Horncastle is a textbook underserved market. A new independent pharmacy — or a second chain branch — would have an immediate and substantial Pharmacy First and dispensing runway. If you are planning a new pharmacy location, Horncastle is the kind of ratio that should appear on your shortlist.
Mablethorpe: 0.40:1 — the coastal surplus
Mablethorpe at 0.40:1 is the opposite problem. Two GP practices in a 5-mile ring, five pharmacies. The pharmacy density is more than double the GP density. This matches the pattern PharmSee has seen elsewhere on the Lincolnshire coast — Hull 0.43:1, Skegness 0.50:1, Boston 0.58:1.
Why are coastal towns structurally over-supplied with pharmacies? Three reasons:
- Seasonal population. Mablethorpe's summer population can triple the winter figure. Pharmacy chains historically planned for the peak rather than the mean.

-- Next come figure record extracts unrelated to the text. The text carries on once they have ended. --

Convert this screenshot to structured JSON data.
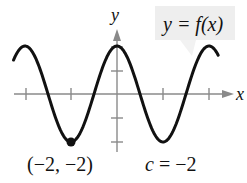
{
  "figure": {
    "function_label": "y = f(x)",
    "x_axis_label": "x",
    "y_axis_label": "y",
    "point_label": "(−2, −2)",
    "c_label": "c = −2",
    "colors": {
      "curve": "#111111",
      "axes": "#8a8a8a",
      "label_box": "#eeeeee",
      "point": "#111111"
    }
  },
  "chart_data": {
    "type": "line",
    "title": "y = f(x)",
    "xlabel": "x",
    "ylabel": "y",
    "function": "f(x) = 2cos(πx/2)",
    "x_ticks": [
      -4,
      -2,
      0,
      2,
      4
    ],
    "y_ticks": [
      -2,
      -1,
      1,
      2
    ],
    "xlim": [
      -4.5,
      4.5
    ],
    "ylim": [
      -2.3,
      2.8
    ],
    "grid": false,
    "highlighted_point": {
      "x": -2,
      "y": -2,
      "label": "(−2, −2)"
    },
    "annotation": "c = −2",
    "series": [
      {
        "name": "y = f(x)",
        "x": [
          -4.5,
          -4,
          -3.5,
          -3,
          -2.5,
          -2,
          -1.5,
          -1,
          -0.5,
          0,
          0.5,
          1,
          1.5,
          2,
          2.5,
          3,
          3.5,
          4,
          4.4
        ],
        "y": [
          1.41,
          2,
          1.41,
          0,
          -1.41,
          -2,
          -1.41,
          0,
          1.41,
          2,
          1.41,
          0,
          -1.41,
          -2,
          -1.41,
          0,
          1.41,
          2,
          1.62
        ]
      }
    ]
  }
}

- Legacy estate decisions. Many of these sites date from the 1990s and early 2000s when the retail-park-and-supermarket model was expanding and Lincolnshire's coastal resorts looked like growth markets.
- GP contraction. Several Wolds and coastal GP practices have merged or closed over the last decade, reducing the GP side of the ratio faster than the pharmacy side.

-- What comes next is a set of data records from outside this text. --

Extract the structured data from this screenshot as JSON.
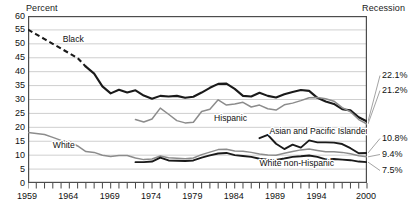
{
  "header": {
    "y_axis_title": "Percent",
    "recession_label": "Recession"
  },
  "chart_data": {
    "type": "line",
    "title": "",
    "subtitle": "",
    "xlabel": "",
    "ylabel": "Percent",
    "xlim": [
      1959,
      2000
    ],
    "ylim": [
      0,
      60
    ],
    "grid": true,
    "legend_position": "inline-annotations",
    "ytick_labels": [
      "60",
      "55",
      "50",
      "45",
      "40",
      "35",
      "30",
      "25",
      "20",
      "15",
      "10",
      "5",
      "0"
    ],
    "ytick_values": [
      60,
      55,
      50,
      45,
      40,
      35,
      30,
      25,
      20,
      15,
      10,
      5,
      0
    ],
    "xtick_labels": [
      "1959",
      "1964",
      "1969",
      "1974",
      "1979",
      "1984",
      "1989",
      "1994",
      "2000"
    ],
    "xtick_values": [
      1959,
      1964,
      1969,
      1974,
      1979,
      1984,
      1989,
      1994,
      2000
    ],
    "x_minor_ticks_every": 1,
    "end_value_labels": [
      {
        "text": "22.1%",
        "value": 22.1,
        "series": "Black"
      },
      {
        "text": "21.2%",
        "value": 21.2,
        "series": "Hispanic"
      },
      {
        "text": "10.8%",
        "value": 10.8,
        "series": "Asian and Pacific Islander"
      },
      {
        "text": "9.4%",
        "value": 9.4,
        "series": "White"
      },
      {
        "text": "7.5%",
        "value": 7.5,
        "series": "White non-Hispanic"
      }
    ],
    "annotations": [
      {
        "text": "Black",
        "x": 1963.2,
        "y": 50.6
      },
      {
        "text": "Hispanic",
        "x": 1981.5,
        "y": 22.4
      },
      {
        "text": "Asian and Pacific Islander",
        "x": 1988.2,
        "y": 17.6
      },
      {
        "text": "White",
        "x": 1962.0,
        "y": 12.6
      },
      {
        "text": "White non-Hispanic",
        "x": 1987.0,
        "y": 6.2
      }
    ],
    "series": [
      {
        "name": "Black",
        "color": "#1a1a1a",
        "width": 2.1,
        "dashed_segment": {
          "from": 1959,
          "to": 1966
        },
        "x": [
          1959,
          1960,
          1961,
          1962,
          1963,
          1964,
          1965,
          1966,
          1967,
          1968,
          1969,
          1970,
          1971,
          1972,
          1973,
          1974,
          1975,
          1976,
          1977,
          1978,
          1979,
          1980,
          1981,
          1982,
          1983,
          1984,
          1985,
          1986,
          1987,
          1988,
          1989,
          1990,
          1991,
          1992,
          1993,
          1994,
          1995,
          1996,
          1997,
          1998,
          1999,
          2000
        ],
        "values": [
          55.1,
          53.4,
          51.7,
          50.0,
          48.3,
          46.6,
          44.9,
          41.8,
          39.3,
          34.7,
          32.2,
          33.5,
          32.5,
          33.3,
          31.4,
          30.3,
          31.3,
          31.1,
          31.3,
          30.6,
          31.0,
          32.5,
          34.2,
          35.6,
          35.7,
          33.8,
          31.3,
          31.1,
          32.4,
          31.3,
          30.7,
          31.9,
          32.7,
          33.4,
          33.1,
          30.6,
          29.3,
          28.4,
          26.5,
          26.1,
          23.6,
          22.1
        ]
      },
      {
        "name": "Hispanic",
        "color": "#8c8c8c",
        "width": 1.5,
        "x": [
          1972,
          1973,
          1974,
          1975,
          1976,
          1977,
          1978,
          1979,
          1980,
          1981,
          1982,
          1983,
          1984,
          1985,
          1986,
          1987,
          1988,
          1989,
          1990,
          1991,
          1992,
          1993,
          1994,
          1995,
          1996,
          1997,
          1998,
          1999,
          2000
        ],
        "values": [
          22.8,
          21.9,
          23.0,
          26.9,
          24.7,
          22.4,
          21.6,
          21.8,
          25.7,
          26.5,
          29.9,
          28.0,
          28.4,
          29.0,
          27.3,
          28.0,
          26.7,
          26.2,
          28.1,
          28.7,
          29.6,
          30.6,
          30.7,
          30.3,
          29.4,
          27.1,
          25.6,
          22.8,
          21.2
        ]
      },
      {
        "name": "Asian and Pacific Islander",
        "color": "#1a1a1a",
        "width": 1.9,
        "x": [
          1987,
          1988,
          1989,
          1990,
          1991,
          1992,
          1993,
          1994,
          1995,
          1996,
          1997,
          1998,
          1999,
          2000
        ],
        "values": [
          16.1,
          17.3,
          14.1,
          12.2,
          13.8,
          12.7,
          15.3,
          14.6,
          14.6,
          14.5,
          14.0,
          12.5,
          10.7,
          10.8
        ]
      },
      {
        "name": "White",
        "color": "#8c8c8c",
        "width": 1.5,
        "x": [
          1959,
          1960,
          1961,
          1962,
          1963,
          1964,
          1965,
          1966,
          1967,
          1968,
          1969,
          1970,
          1971,
          1972,
          1973,
          1974,
          1975,
          1976,
          1977,
          1978,
          1979,
          1980,
          1981,
          1982,
          1983,
          1984,
          1985,
          1986,
          1987,
          1988,
          1989,
          1990,
          1991,
          1992,
          1993,
          1994,
          1995,
          1996,
          1997,
          1998,
          1999,
          2000
        ],
        "values": [
          18.1,
          17.8,
          17.4,
          16.4,
          15.3,
          14.9,
          13.3,
          11.3,
          11.0,
          10.0,
          9.5,
          9.9,
          9.9,
          9.0,
          8.4,
          8.6,
          9.7,
          9.1,
          8.9,
          8.7,
          9.0,
          10.2,
          11.1,
          12.0,
          12.1,
          11.5,
          11.4,
          11.0,
          10.4,
          10.1,
          10.0,
          10.7,
          11.3,
          11.9,
          12.2,
          11.7,
          11.2,
          11.2,
          11.0,
          10.5,
          9.8,
          9.4
        ]
      },
      {
        "name": "White non-Hispanic",
        "color": "#1a1a1a",
        "width": 1.9,
        "x": [
          1972,
          1973,
          1974,
          1975,
          1976,
          1977,
          1978,
          1979,
          1980,
          1981,
          1982,
          1983,
          1984,
          1985,
          1986,
          1987,
          1988,
          1989,
          1990,
          1991,
          1992,
          1993,
          1994,
          1995,
          1996,
          1997,
          1998,
          1999,
          2000
        ],
        "values": [
          7.5,
          7.5,
          7.7,
          9.1,
          8.1,
          8.0,
          7.9,
          8.1,
          9.1,
          9.9,
          10.6,
          10.8,
          10.0,
          9.7,
          9.4,
          8.7,
          8.4,
          8.3,
          8.8,
          9.4,
          9.6,
          9.9,
          9.4,
          8.5,
          8.6,
          8.4,
          8.2,
          7.7,
          7.5
        ]
      }
    ]
  }
}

The implication for each Mablethorpe pharmacy is that their Pharmacy First capture ceiling is low, not because the capture rate is bad, but because there simply isn't enough GP referral volume in the catchment to feed five pharmacies. A pharmacy first leakage calculation here doesn't show money being left on the table — it shows that the ceiling is genuinely constrained by the GP count.
What the 4x spread means
A 0.40:1 to 1.67:1 ratio spread across three towns in the same 400 square miles of Lincolnshire is a reminder that "rural England" is not one market. It is at least three distinct markets: the well-balanced market town (Louth), the pharmacy-short market town (Horncastle), and the pharmacy-heavy coastal resort (Mablethorpe). Policy or investment decisions that treat them identically will either miss the real opportunity (Horncastle) or over-estimate the addressable market (Mablethorpe).

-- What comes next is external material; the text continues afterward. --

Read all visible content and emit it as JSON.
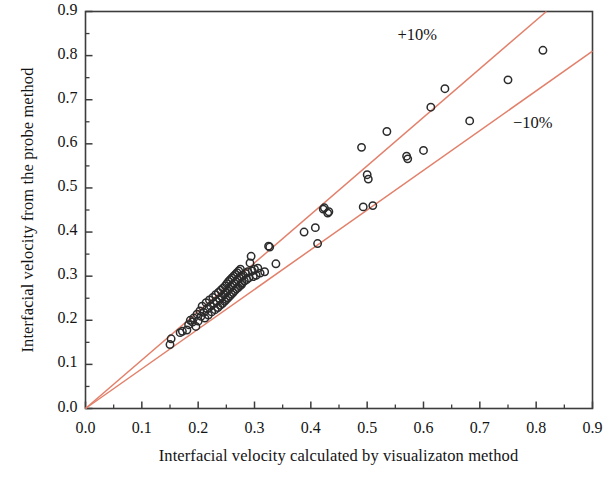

The Fens corridor we mapped in cycle 12 sat at a remarkably consistent 0.58-0.77 range. The Wolds we've mapped here ranges 0.40-1.67 — a 4x spread in one county. Rural England isn't a single ratio, and Lincolnshire isn't a single rural market.
What's next for the Wolds
We'd like to map Spilsby, Alford and Market Rasen at the next cycle to complete the Wolds second-tier. Spilsby in particular looks structurally similar to Horncastle (small population, multi-GP catchment) and may confirm whether the 1.67:1 Horncastle figure is a one-off or part of a Wolds pharmacy shortage pattern worth a dedicated investigation.